Monday, July 8, 2013

Book Review: The Ocean at the End of the Lane

The Ocean at the End of the Lane, by Neil Gaiman is his latest adult novel and most recent since the release of Anansi Boys in 2005.  It is an absolute delight of a modern fantasy novel.  It is a quick read clocking at only 181 pages, but never seems too short covering exactly what the author wants you to know and still leaving a sense of mystery.  The story is told from the point of view of an adult male looking back on certain events of his childhood that are both supernatural and terrifying.

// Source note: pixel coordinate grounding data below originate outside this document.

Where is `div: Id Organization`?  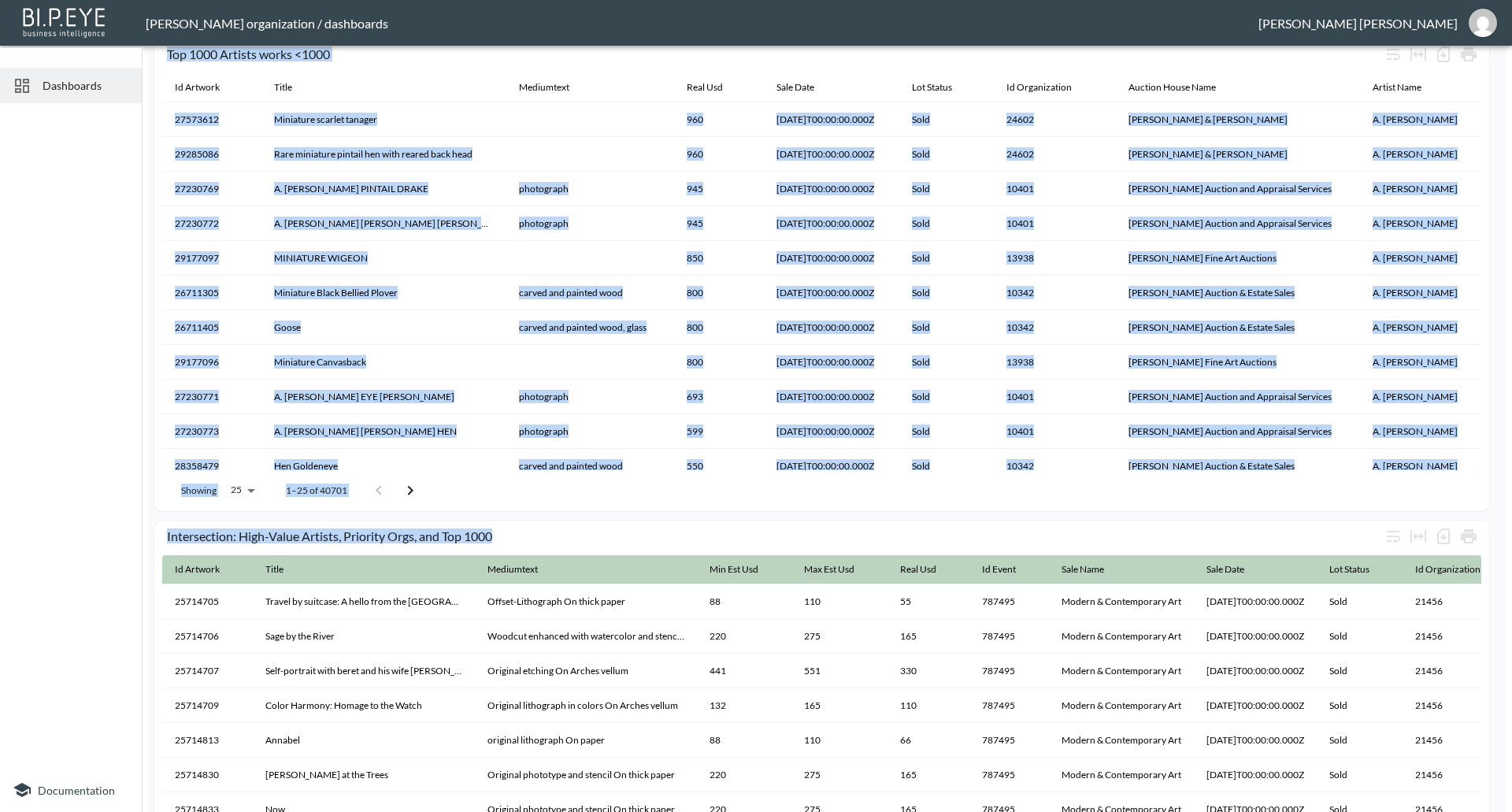
div: Id Organization is located at coordinates (1448, 569).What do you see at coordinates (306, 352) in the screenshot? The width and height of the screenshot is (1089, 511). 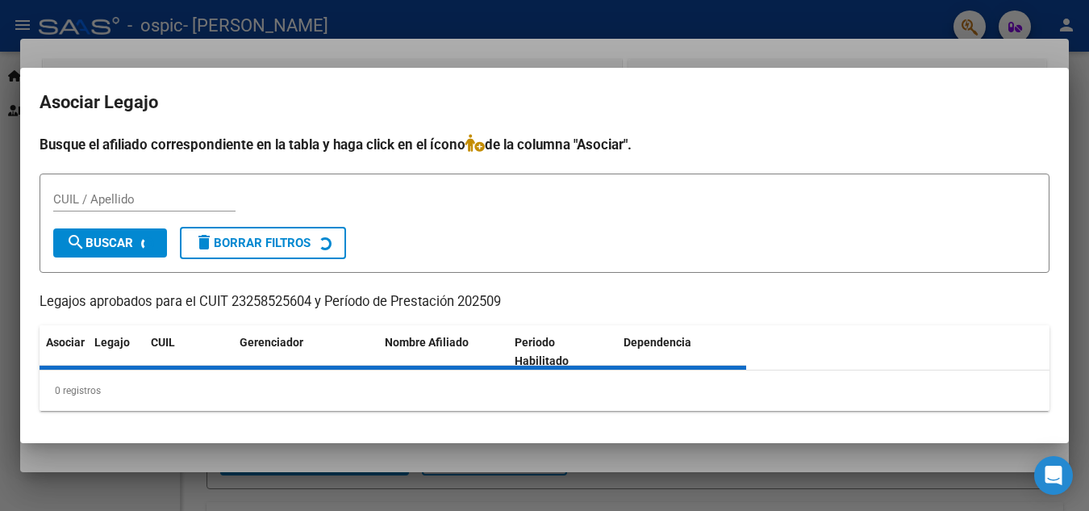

The three main female characters, Lettie Hempstock, her mother and her grandmother, are endearingly sketched and unforgettable.  The novel encompasses a time when the narrator lived in a house close to the Hempstocks.  It covers the horror when the boarder who live with the narrator's family, an opal miner, committed suicide, and the surrounding supernatural aftermath.  This part of the book was actually taken from Gaiman's own childhood, when his father's car was stolen and the thief was discovered to have committed suicide in the vehicle.  There is also a delightful photograph on the rear of the book of Gaiman himself as a child standing atop a drainage pipe.

Alas if you are interested in more of the plot, you will have to read the book yourself.  I found it wonderful, so you will not be wasting what little time it takes to finish.  The Ocean at the End of the Lane is another successful entry in Gaiman's pantheon of  modern day fairy tales, and certainly worth a read or two.